A free, browseable view of the FDIC's Summary of Deposits — the official as-of-June-30 snapshot every FDIC-insured institution files annually. The data shows every physical bank branch in the United States: where it sits, how much it holds in deposits, and what institution runs it.
Source: FDIC SOD API at banks.data.fdic.gov, filtered to YEAR=2025 (the latest published snapshot as of mid-2026). Each year's data covers branches and deposits as they stood on June 30. The 2026 snapshot will be released in early 2027 and is not yet incorporated here.
Only FDIC-insured depository institutions: commercial banks, savings banks, savings associations. Credit unions are regulated by NCUA and not included. Online-only banks typically report a single HQ branch even if they have millions of customers; this dataset reflects physical branch presence, not customer count.
Money-center deposits. A single branch in lower Manhattan can hold tens of billions in deposits — most of it from corporate accounts, not local retail. When you see a county's "average deposits per branch" wildly skew upward, this is usually the cause.
FDIC cert vs brand. Several consumer brand names may roll up to one FDIC certificate — what looks like one institution might operate under multiple brands locally.
Branch service types. SOD includes drive-throughs, retail offices, and limited-service facilities — some of which a customer would never recognize as a "branch."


Extract every entry word for word. Skip the pictures.

────────────────

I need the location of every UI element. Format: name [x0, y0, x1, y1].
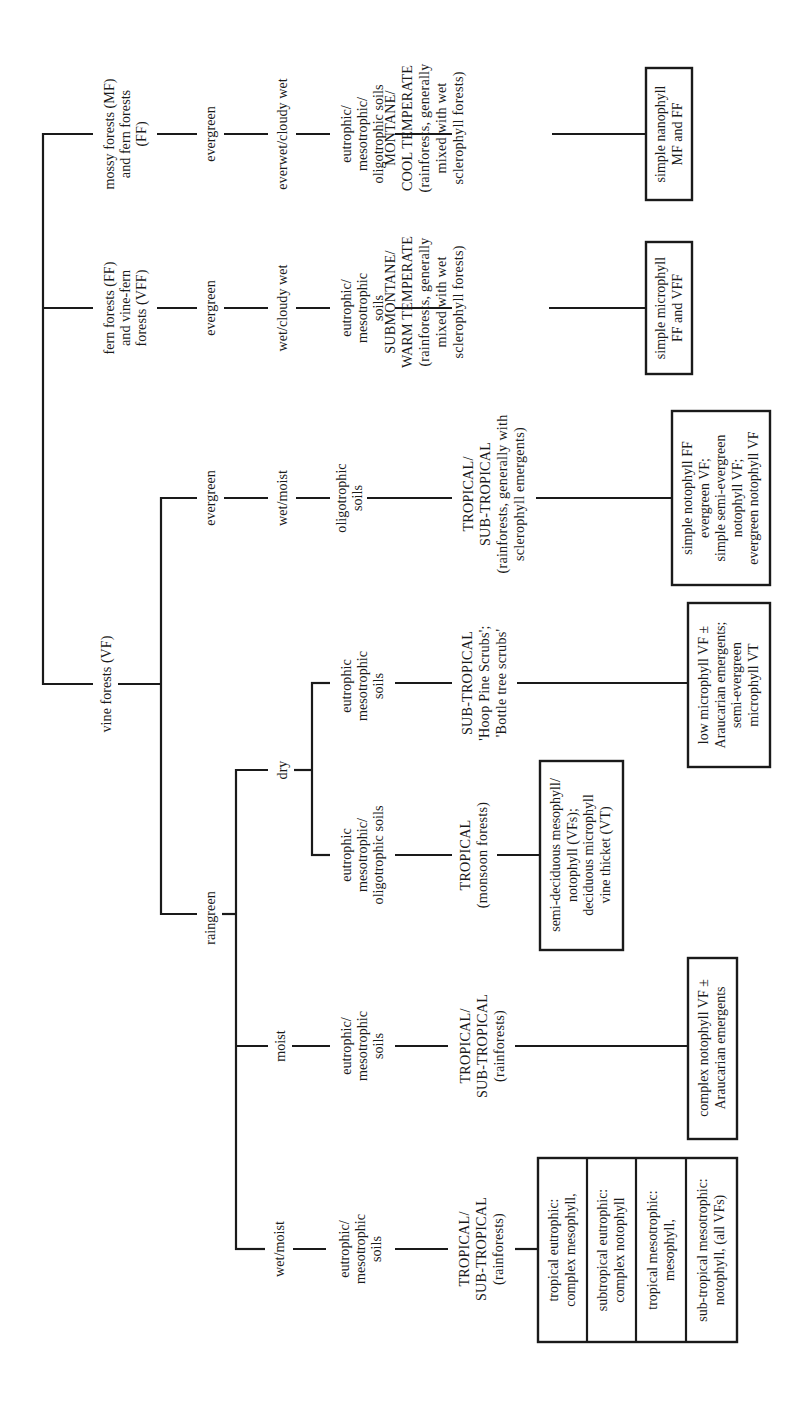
- label-soils: eutrophic/ mesotrophic/ oligotrophic soi…: [338, 85, 386, 184]
- label-dry: dry: [274, 761, 290, 780]
- label-evergreen: evergreen: [202, 280, 218, 336]
- label-fern-forests: fern forests (FF) and vine-fern forests …: [101, 262, 149, 355]
- label-raingreen: raingreen: [202, 891, 218, 945]
- label-tropical-eutrophic: tropical eutrophic: complex mesophyll,: [546, 1193, 579, 1307]
- label-subtropical-eutrophic: subtropical eutrophic: complex notophyll: [595, 1189, 628, 1311]
- label-tropical-mesotrophic: tropical mesotrophic: mesophyll,: [645, 1190, 678, 1309]
- forest-classification-diagram: mossy forests (MF) and fern forests (FF)…: [0, 0, 801, 1411]
- label-structural-type: simple microphyll FF and VFF: [653, 257, 686, 359]
- connector-lines: [0, 0, 801, 1411]
- label-structural-type: complex notophyll VF ± Araucarian emerge…: [696, 979, 729, 1117]
- label-soils: eutrophic mesotrophic/ oligotrophic soil…: [338, 806, 386, 905]
- label-mossy-forests: mossy forests (MF) and fern forests (FF): [101, 78, 149, 189]
- label-climate-rainforests: TROPICAL/ SUB-TROPICAL (rainforests): [457, 994, 508, 1098]
- label-climate-monsoon: TROPICAL (monsoon forests): [457, 802, 491, 908]
- label-subtropical-mesotrophic: sub-tropical mesotrophic: notophyll, (al…: [695, 1178, 728, 1321]
- label-soils: eutrophic/ mesotrophic soils: [338, 273, 386, 343]
- label-structural-type: simple nanophyll MF and FF: [653, 86, 686, 183]
- label-soils: eutrophic mesotrophic soils: [338, 651, 386, 721]
- label-structural-type: low microphyll VF ± Araucarian emergents…: [696, 622, 762, 749]
- label-structural-type: simple notophyll FF evergreen VF; simple…: [680, 431, 763, 564]
- label-moisture: wet/cloudy wet: [274, 264, 290, 351]
- label-moisture: everwet/cloudy wet: [274, 78, 290, 189]
- label-moist: moist: [272, 1030, 288, 1062]
- label-climate-rainforests: TROPICAL/ SUB-TROPICAL (rainforests): [456, 1197, 507, 1301]
- label-moisture: wet/moist: [274, 470, 290, 526]
- label-soils: eutrophic/ mesotrophic soils: [336, 1214, 384, 1284]
- label-soils: oligotrophic soils: [333, 463, 365, 532]
- label-climate-submontane: SUBMONTANE/ WARM TEMPERATE (rainforests,…: [382, 236, 467, 368]
- label-evergreen: evergreen: [202, 470, 218, 526]
- label-climate-tropical: TROPICAL/ SUB-TROPICAL (rainforests, gen…: [460, 415, 528, 574]
- label-soils: eutrophic/ mesotrophic soils: [338, 1011, 386, 1081]
- label-evergreen: evergreen: [202, 106, 218, 162]
- label-climate-montane: MONTANE/ COOL TEMPERATE (rainforests, ge…: [382, 63, 467, 192]
- label-structural-type: semi-deciduous mesophyll/ notophyll (VFs…: [548, 778, 614, 932]
- label-climate-subtropical-scrubs: SUB-TROPICAL 'Hoop Pine Scrubs'; 'Bottle…: [459, 625, 510, 740]
- label-vine-forests: vine forests (VF): [98, 636, 114, 733]
- label-wet-moist: wet/moist: [271, 1221, 287, 1277]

────────────────

[Output]
I need the location of every UI element. Format: name [x0, y0, x1, y1].
- label-soils: eutrophic/ mesotrophic/ oligotrophic soi…: [338, 85, 386, 184]
- label-dry: dry: [274, 761, 290, 780]
- label-evergreen: evergreen: [202, 280, 218, 336]
- label-fern-forests: fern forests (FF) and vine-fern forests …: [101, 262, 149, 355]
- label-raingreen: raingreen: [202, 891, 218, 945]
- label-tropical-eutrophic: tropical eutrophic: complex mesophyll,: [546, 1193, 579, 1307]
- label-subtropical-eutrophic: subtropical eutrophic: complex notophyll: [595, 1189, 628, 1311]
- label-tropical-mesotrophic: tropical mesotrophic: mesophyll,: [645, 1190, 678, 1309]
- forest-classification-diagram: mossy forests (MF) and fern forests (FF)…: [0, 0, 801, 1411]
- label-structural-type: simple microphyll FF and VFF: [653, 257, 686, 359]
- connector-lines: [0, 0, 801, 1411]
- label-structural-type: complex notophyll VF ± Araucarian emerge…: [696, 979, 729, 1117]
- label-soils: eutrophic mesotrophic/ oligotrophic soil…: [338, 806, 386, 905]
- label-mossy-forests: mossy forests (MF) and fern forests (FF): [101, 78, 149, 189]
- label-climate-rainforests: TROPICAL/ SUB-TROPICAL (rainforests): [457, 994, 508, 1098]
- label-climate-monsoon: TROPICAL (monsoon forests): [457, 802, 491, 908]
- label-subtropical-mesotrophic: sub-tropical mesotrophic: notophyll, (al…: [695, 1178, 728, 1321]
- label-soils: eutrophic/ mesotrophic soils: [338, 273, 386, 343]
- label-structural-type: simple nanophyll MF and FF: [653, 86, 686, 183]
- label-soils: eutrophic mesotrophic soils: [338, 651, 386, 721]
- label-structural-type: low microphyll VF ± Araucarian emergents…: [696, 622, 762, 749]
- label-structural-type: simple notophyll FF evergreen VF; simple…: [680, 431, 763, 564]
- label-moisture: wet/cloudy wet: [274, 264, 290, 351]
- label-moisture: everwet/cloudy wet: [274, 78, 290, 189]
- label-moist: moist: [272, 1030, 288, 1062]
- label-climate-rainforests: TROPICAL/ SUB-TROPICAL (rainforests): [456, 1197, 507, 1301]
- label-moisture: wet/moist: [274, 470, 290, 526]
- label-soils: eutrophic/ mesotrophic soils: [336, 1214, 384, 1284]
- label-soils: oligotrophic soils: [333, 463, 365, 532]
- label-climate-submontane: SUBMONTANE/ WARM TEMPERATE (rainforests,…: [382, 236, 467, 368]
- label-evergreen: evergreen: [202, 470, 218, 526]
- label-climate-tropical: TROPICAL/ SUB-TROPICAL (rainforests, gen…: [460, 415, 528, 574]
- label-soils: eutrophic/ mesotrophic soils: [338, 1011, 386, 1081]
- label-evergreen: evergreen: [202, 106, 218, 162]
- label-climate-montane: MONTANE/ COOL TEMPERATE (rainforests, ge…: [382, 63, 467, 192]
- label-structural-type: semi-deciduous mesophyll/ notophyll (VFs…: [548, 778, 614, 932]
- label-climate-subtropical-scrubs: SUB-TROPICAL 'Hoop Pine Scrubs'; 'Bottle…: [459, 625, 510, 740]
- label-vine-forests: vine forests (VF): [98, 636, 114, 733]
- label-wet-moist: wet/moist: [271, 1221, 287, 1277]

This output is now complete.